Friday, January 13, 2012

Nuclear Industry Safety Plan ‘Acceptable,’ NRC Official Says



An industry plan to place emergency pumps and generators at nuclear plants has an “acceptable methodology,” which helped persuade the U.S. Nuclear Regulatory Commission to speed a review of safety steps, an official said.

The plan has “features that we believe will serve to mitigate” damage from unexpected events such as earthquakes and flooding, Martin Virgilio, the NRC’s deputy executive director for reactor and preparedness programs, said today at a meeting at agency headquarters in Rockville, Maryland.

The agency must ensure it has adequate oversight of the industry’s proposal, Virgilio said.

The NRC is weighing rules to improve safety at 104 U.S. operating reactors after an earthquake and tsunami triggered meltdowns and radiation leaks at Tokyo Electric Power Co. (9501)’s Fukushima Dai-Ichi plant in Japan in March. The Nuclear Energy Institute, a Washington-based industry group, has said the agency shouldn’t move too quickly in implementing rules, because the lessons from Fukushima aren’t fully known.

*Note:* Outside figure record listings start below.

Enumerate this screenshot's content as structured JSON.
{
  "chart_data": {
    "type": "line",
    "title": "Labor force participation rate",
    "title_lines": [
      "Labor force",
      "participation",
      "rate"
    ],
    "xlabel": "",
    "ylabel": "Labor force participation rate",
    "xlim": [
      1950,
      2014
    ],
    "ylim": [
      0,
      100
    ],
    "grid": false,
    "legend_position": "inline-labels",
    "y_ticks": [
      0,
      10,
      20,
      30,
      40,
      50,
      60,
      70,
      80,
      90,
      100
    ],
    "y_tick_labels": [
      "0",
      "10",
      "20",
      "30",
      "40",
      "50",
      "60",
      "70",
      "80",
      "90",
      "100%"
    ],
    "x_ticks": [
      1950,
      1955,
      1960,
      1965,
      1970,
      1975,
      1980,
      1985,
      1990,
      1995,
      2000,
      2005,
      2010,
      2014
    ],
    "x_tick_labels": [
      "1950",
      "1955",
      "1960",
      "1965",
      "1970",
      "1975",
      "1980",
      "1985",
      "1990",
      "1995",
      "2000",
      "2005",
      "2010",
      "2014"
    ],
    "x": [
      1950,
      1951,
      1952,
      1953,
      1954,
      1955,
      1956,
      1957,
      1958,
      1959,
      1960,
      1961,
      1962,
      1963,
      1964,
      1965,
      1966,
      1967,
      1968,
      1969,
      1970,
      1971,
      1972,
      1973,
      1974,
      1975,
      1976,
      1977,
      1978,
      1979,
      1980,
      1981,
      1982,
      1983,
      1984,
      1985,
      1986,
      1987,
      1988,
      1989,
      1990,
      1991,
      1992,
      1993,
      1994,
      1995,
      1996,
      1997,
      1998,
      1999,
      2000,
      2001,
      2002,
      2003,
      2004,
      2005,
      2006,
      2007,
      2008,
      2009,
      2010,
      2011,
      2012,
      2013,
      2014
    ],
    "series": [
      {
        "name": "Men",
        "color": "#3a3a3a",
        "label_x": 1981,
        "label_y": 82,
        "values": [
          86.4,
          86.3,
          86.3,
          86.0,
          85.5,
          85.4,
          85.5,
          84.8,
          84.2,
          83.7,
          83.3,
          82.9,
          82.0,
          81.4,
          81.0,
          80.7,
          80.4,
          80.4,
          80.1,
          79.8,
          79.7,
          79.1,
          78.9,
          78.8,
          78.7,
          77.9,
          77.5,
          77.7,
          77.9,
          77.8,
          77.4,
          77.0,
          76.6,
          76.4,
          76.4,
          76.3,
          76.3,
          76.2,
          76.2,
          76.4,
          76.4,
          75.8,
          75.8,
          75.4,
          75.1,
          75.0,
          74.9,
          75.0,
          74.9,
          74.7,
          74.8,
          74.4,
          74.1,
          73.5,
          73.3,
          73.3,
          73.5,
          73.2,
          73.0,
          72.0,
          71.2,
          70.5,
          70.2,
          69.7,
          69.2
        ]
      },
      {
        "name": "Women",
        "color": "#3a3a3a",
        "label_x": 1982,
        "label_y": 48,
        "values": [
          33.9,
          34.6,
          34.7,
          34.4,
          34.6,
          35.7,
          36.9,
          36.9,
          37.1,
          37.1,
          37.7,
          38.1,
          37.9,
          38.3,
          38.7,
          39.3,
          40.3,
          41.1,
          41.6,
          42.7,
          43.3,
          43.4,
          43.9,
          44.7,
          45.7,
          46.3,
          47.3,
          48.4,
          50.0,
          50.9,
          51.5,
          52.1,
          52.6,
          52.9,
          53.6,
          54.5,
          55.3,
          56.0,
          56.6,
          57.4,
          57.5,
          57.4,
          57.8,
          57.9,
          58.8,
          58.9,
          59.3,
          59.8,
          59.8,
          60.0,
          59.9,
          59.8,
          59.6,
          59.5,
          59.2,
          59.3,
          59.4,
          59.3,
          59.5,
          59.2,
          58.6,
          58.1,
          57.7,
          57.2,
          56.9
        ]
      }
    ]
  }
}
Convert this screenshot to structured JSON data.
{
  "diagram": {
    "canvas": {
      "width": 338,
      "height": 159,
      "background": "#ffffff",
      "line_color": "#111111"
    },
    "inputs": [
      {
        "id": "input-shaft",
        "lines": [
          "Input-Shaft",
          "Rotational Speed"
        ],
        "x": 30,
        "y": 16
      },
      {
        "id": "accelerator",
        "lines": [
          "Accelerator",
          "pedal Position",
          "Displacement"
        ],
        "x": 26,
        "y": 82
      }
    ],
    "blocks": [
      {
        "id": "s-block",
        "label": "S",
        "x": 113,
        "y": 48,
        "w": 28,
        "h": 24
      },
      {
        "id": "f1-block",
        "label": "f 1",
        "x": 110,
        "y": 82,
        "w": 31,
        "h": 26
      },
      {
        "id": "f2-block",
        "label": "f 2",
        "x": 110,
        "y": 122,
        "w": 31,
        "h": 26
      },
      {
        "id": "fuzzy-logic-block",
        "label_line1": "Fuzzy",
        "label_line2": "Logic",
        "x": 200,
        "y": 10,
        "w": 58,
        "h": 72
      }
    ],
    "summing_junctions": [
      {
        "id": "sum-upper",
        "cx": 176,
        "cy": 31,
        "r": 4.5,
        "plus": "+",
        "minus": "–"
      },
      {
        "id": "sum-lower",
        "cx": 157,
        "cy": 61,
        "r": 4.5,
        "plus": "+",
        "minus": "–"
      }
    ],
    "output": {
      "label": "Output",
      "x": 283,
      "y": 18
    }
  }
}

The industry organization offered a plan in December as a way to ensure that a plant has back-up electricity when power is lost. Reactor owners would install portable equipment, including batteries, hoses and pumps in staging areas to ensure a plant has electricity and water to maintain cooling systems during an emergency.

Reactor Core Damage

The plan “is really focused on the prevention of core damage,” Tony Pietrangelo, NEI’s senior vice president and chief nuclear officer, said at today’s meeting. With NRC approval, reactor owners could begin to take steps to implement the plan by mid-year, he said. Plant modifications may take at least two years, according to Pietrangelo.

The industry plan would help lessen the likelihood of flooding hazards, he said. The backup-power sources at Fukushima were destroyed by the tsunami.

The group doesn’t have a cost estimate for the plan because specific plants would need different equipment, Adrian Heymer, the industry group’s executive director of strategic programs, told reporters during a Jan. 11 conference call.

The industry’s proposal is “overly optimistic,” David Lochbaum, director of the Nuclear Safety Project for the Cambridge, Massachusetts-based Union of Concerned Scientists, said in an e-mail.

The plan “falsely assumes that its measures will be 100 percent successful,” he said. For example, if fuel damage occurs during an accident, high radiation levels may prevent workers from entering an area where they need to make connections to additional water supplies, Lochbaum said.

The plan, along with recommendations from Congress, helped the NRC staff decide to “accelerate our schedule” of its review of Fukushima-related safety improvements, Virgilio said.